In Grandpa’s Garden
The first flower I remember was a daisy in Grandpa’s garden. After working as a miner in the mountains of northern Italy and as a soldier in the Italian army, he emigrated from Italy to Philadelphia and married my grandmother, also an immigrant from Italy. By the time I saw the daisy in his garden, he had worked as a sandhog in the subway tunnels of NYC, been a postmaster and run a grocery store in Buehl Minnesota, learned the cheese business in Chicago, raised a family, and moved to small town Wisconsin to take the business risk of starting his own l Italian cheese company. And by the time we nine kids sprang up like weeds in the new house next door, he was retired and letting my Dad take the reins.
Grandpa’s garden seemed huge. There were plum trees, the Italian kind that weren’t round and whose skin that wasn’t as shiny as the plums in the grocery store, but tasted like candy. He had a million strawberries all along the back of the garden by the fence, and lots of vegetables that I didn’t pay attention to at all. And he grew flowers, flowers that seemed to rise up tall just so they could say Buon Giorno to Grandpa.
He would bend gently when he spoke to us kids. Once he offered the enormous sum of five dollars to whichever of us kids could find his missing glasses. Me! Me! I saw them first, pushed back on his head, sitting on the brim of his straw gardening hat. He laughed, the first time I heard an adult laugh at himself.
I called the flowers daisies. Maybe daisy was the only flower name I knew. They danced in the breeze on their narrow stems. Grandpa danced in another way, slow and strong and kindly, a quiet man who had smiles for children and flowers. I never knew the ambitious business man who had inhabited his past. Grandpa and his flowers nurtured one another, and my big round eyes watched the waltz of that mutual cultivation.
Some of the daisies had pink petals and some had purple petals. Sometimes the centers were rich golden brown like a sunflower center. Some had centers of greenish yellow. My favorites were so-called plain, the bright, white daisies with sunny, yellow centers. Happy flowers. Simple, nothing complicated like roses, safe-as-a-grandfather flowers. When I shyly went across the driveway to his garden to watch him poke and weed and hoe, the daisies waved at me. I always wanted to wave back but I never did. It was a peaceful place to go, to escape the cacophony of our house. I didn’t have to explain anything to Grandpa. I didn’t have to explain myself.
From one day to the next, the daisies opened so bravely, all the way. I wondered how they could magically turn their cups into plates. One day, I noticed that it had something to do with the time of day I looked at them. It was the sun that called the daisies open and then coaxed them to close. They were children of the sun, connected to something huge and far far away.
The daisies gave me this first sense of connection. And my grandpa was the one who gave me the daisies. His spirit, and theirs, still lives in a little pocket of my heart. It’s a place where the daisies dance and wave. Where now, I always wave back. ©Susa Silvermarie 2018
Dearest Susa, I’ve loved your writing for yrs. and I still do. A wonderful way to wake up and read such a lovely memory as grandpa’s garden. While readiting it sitting in my bed looking out at my own garden. Much love, Diane
Lucky you to have Grandfather close by. I think now that if I’d had the unconditional love of a grandparent my life would have turned out differently. I spent too much time “looking for love in all the wrong places.”
Thank you once more for providing me, this baby sister of yours, a glimpse into that backyard, the plum tree, Grandpa’s joy of cultivation. You open up my limited memory bank.
how lucky you were to have a grandpa who was interested.
Cool to read bits of your history here. Very evocative!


▶ _ACTIVITY_:
Whatever pictures the entries hold, omit them, and output exactly the lines from the one containing "This screenshot has" through the final line.

▶ _EXERCISE MATERIALS_:
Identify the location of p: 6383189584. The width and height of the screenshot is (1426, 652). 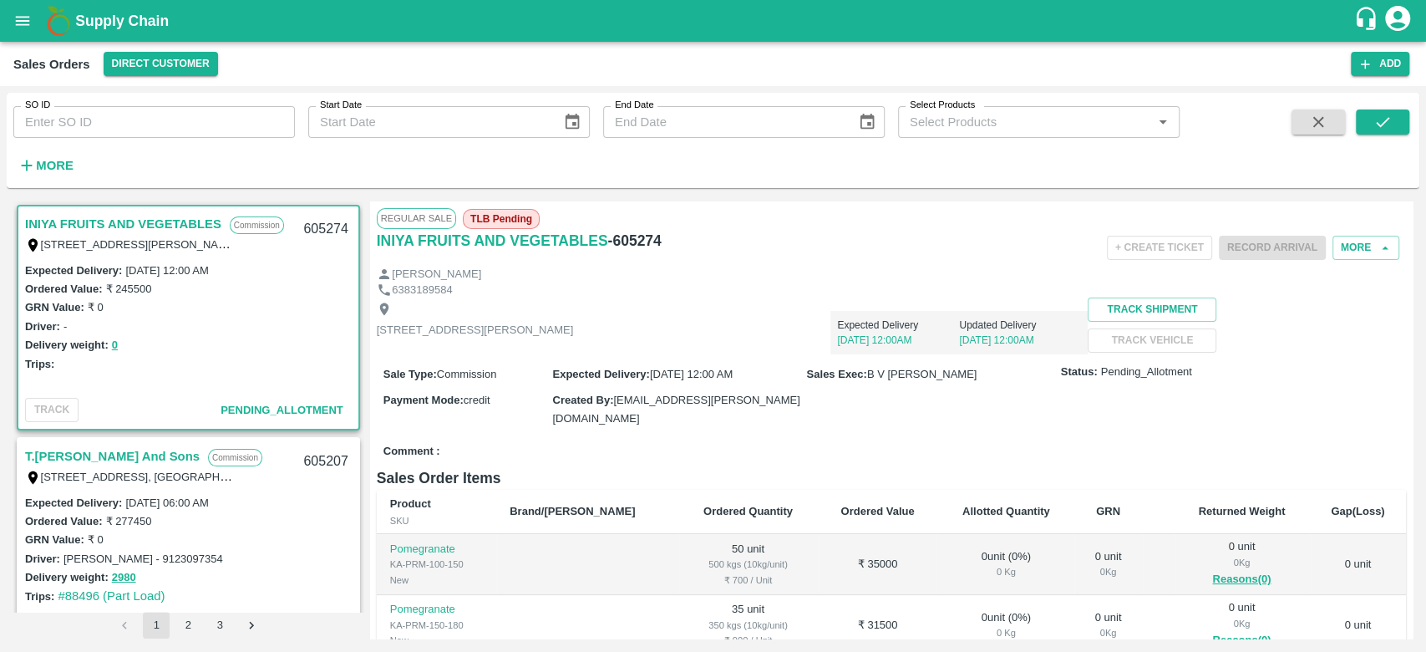
(422, 290).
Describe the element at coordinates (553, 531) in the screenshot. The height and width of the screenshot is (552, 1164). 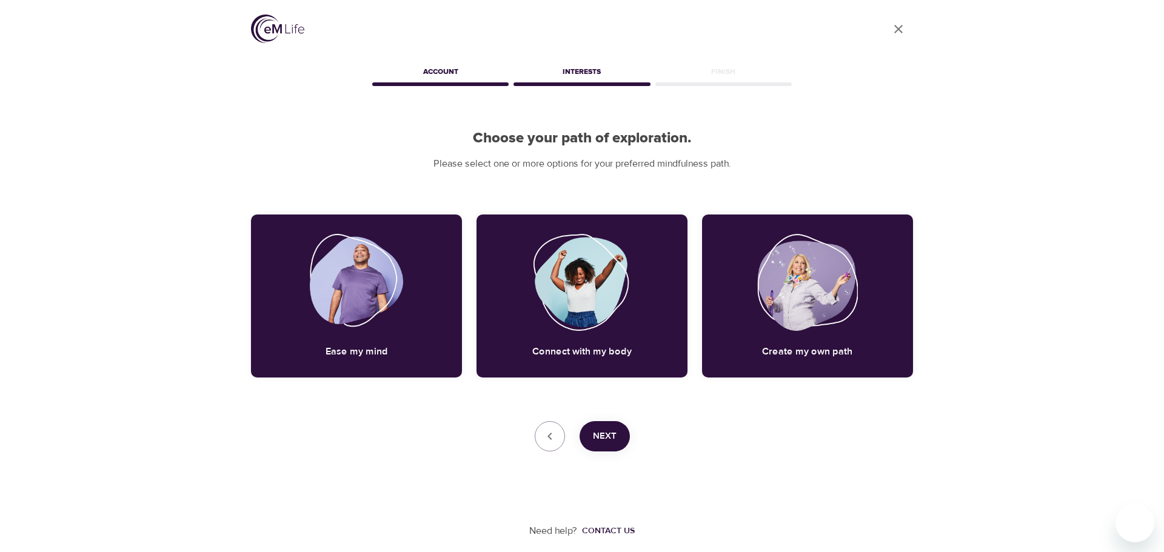
I see `p: Need help?` at that location.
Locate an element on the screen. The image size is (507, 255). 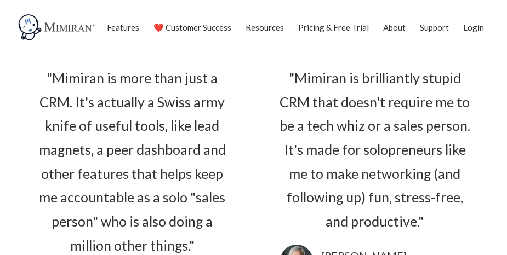
a: ❤️ Customer Success is located at coordinates (192, 27).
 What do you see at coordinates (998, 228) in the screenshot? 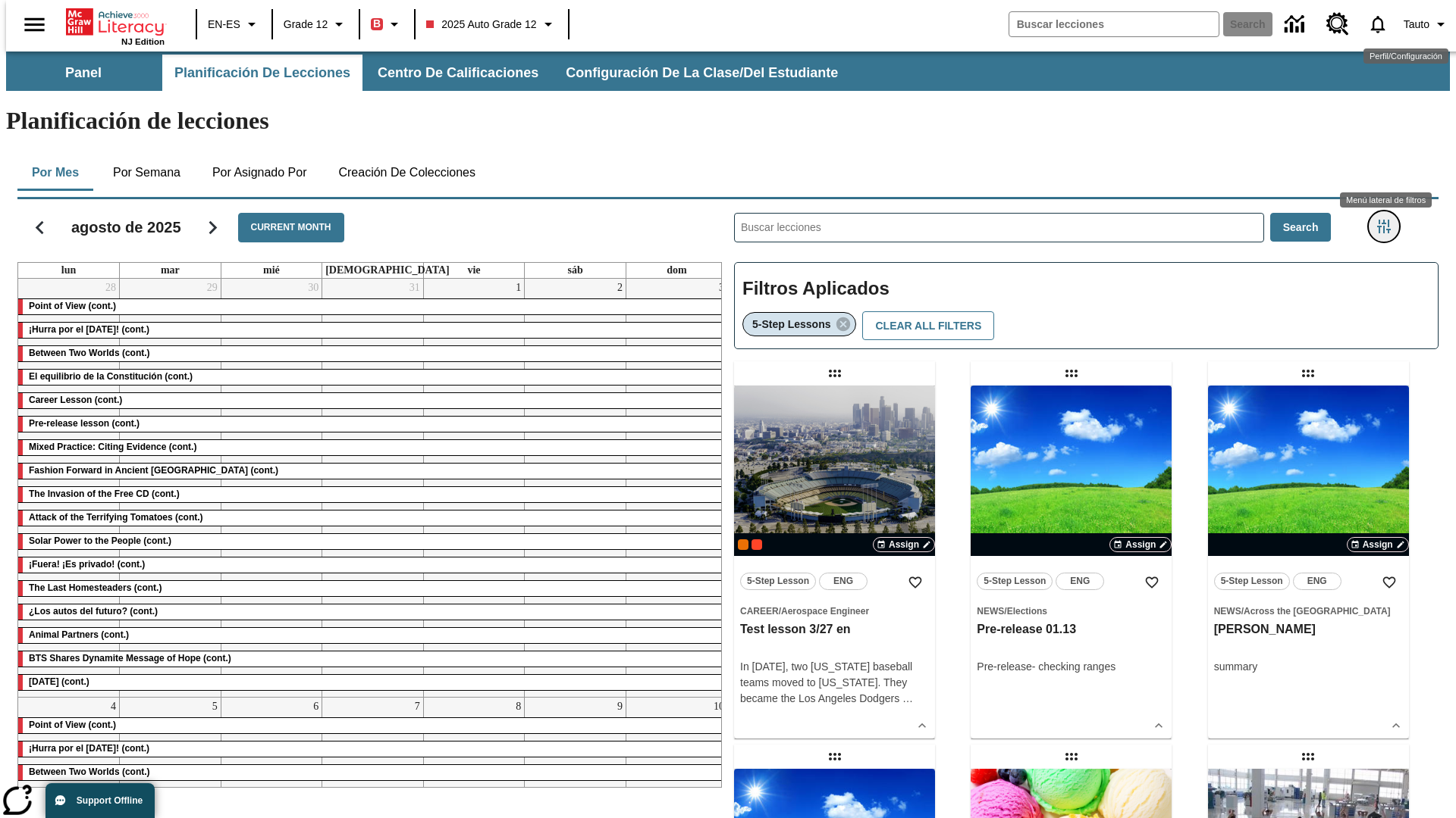
I see `input: Buscar lecciones` at bounding box center [998, 228].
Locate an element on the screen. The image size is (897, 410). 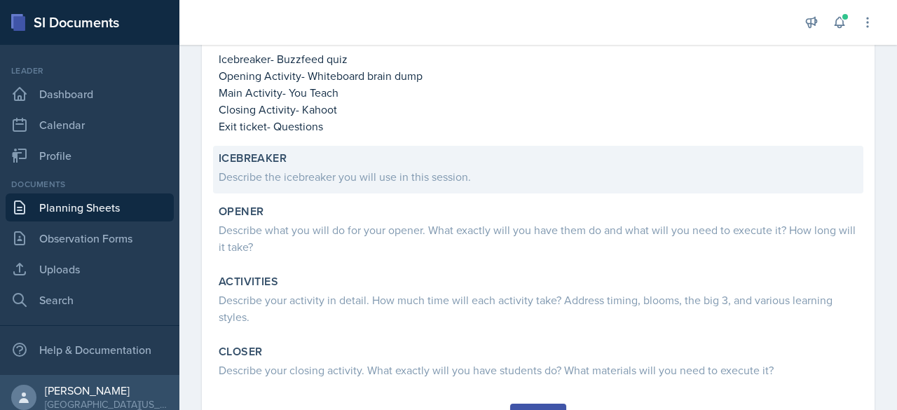
a: Observation Forms is located at coordinates (90, 238).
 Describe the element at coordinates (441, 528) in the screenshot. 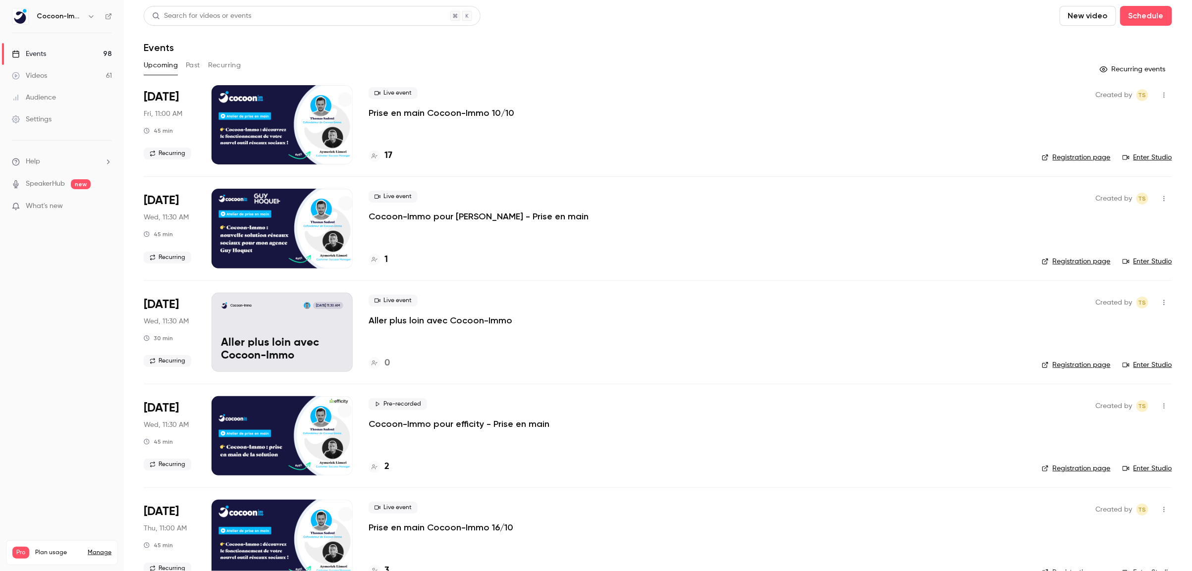

I see `a: Prise en main Cocoon-Immo 16/10` at that location.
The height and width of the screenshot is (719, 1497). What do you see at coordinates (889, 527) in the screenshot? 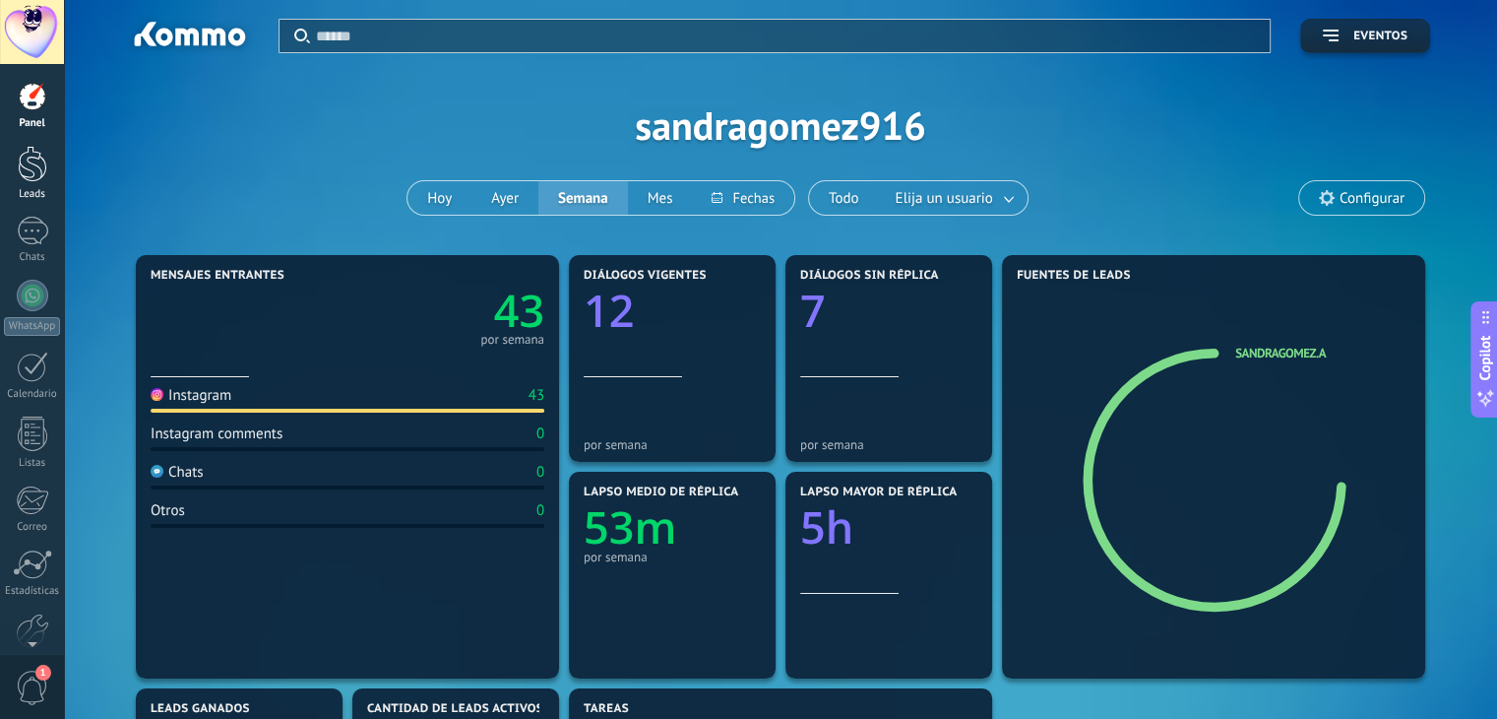
I see `a: 5h` at bounding box center [889, 527].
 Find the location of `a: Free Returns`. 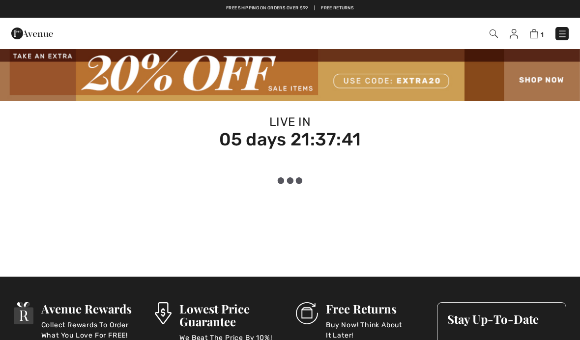

a: Free Returns is located at coordinates (337, 8).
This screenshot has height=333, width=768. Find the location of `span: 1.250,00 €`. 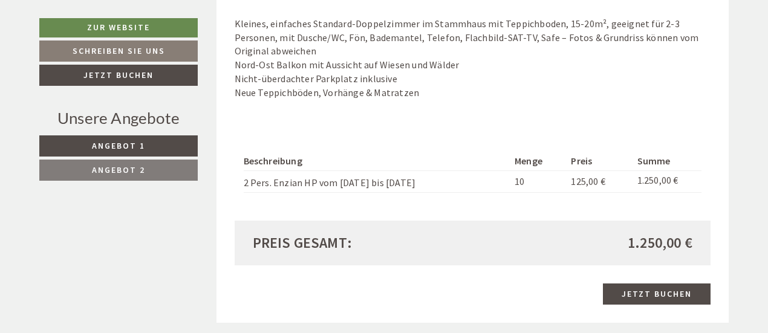

span: 1.250,00 € is located at coordinates (659, 243).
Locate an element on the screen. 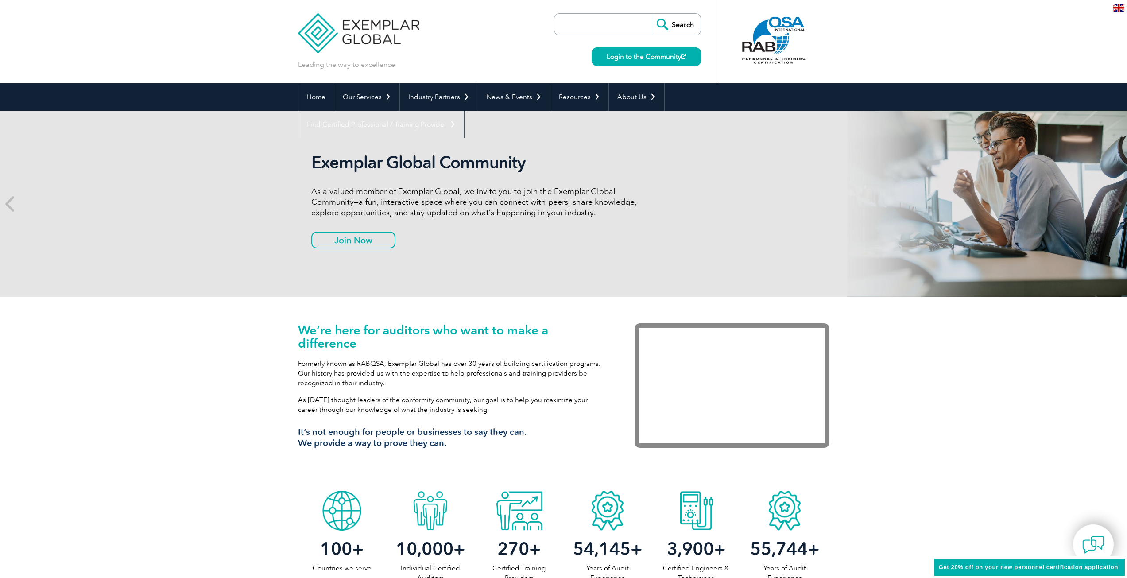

▶ _ANSWER BELOW_:
This screenshot has height=333, width=768. Find the location of `span: 1.250,00 €`. 

span: 1.250,00 € is located at coordinates (659, 243).
Locate an element on the screen. 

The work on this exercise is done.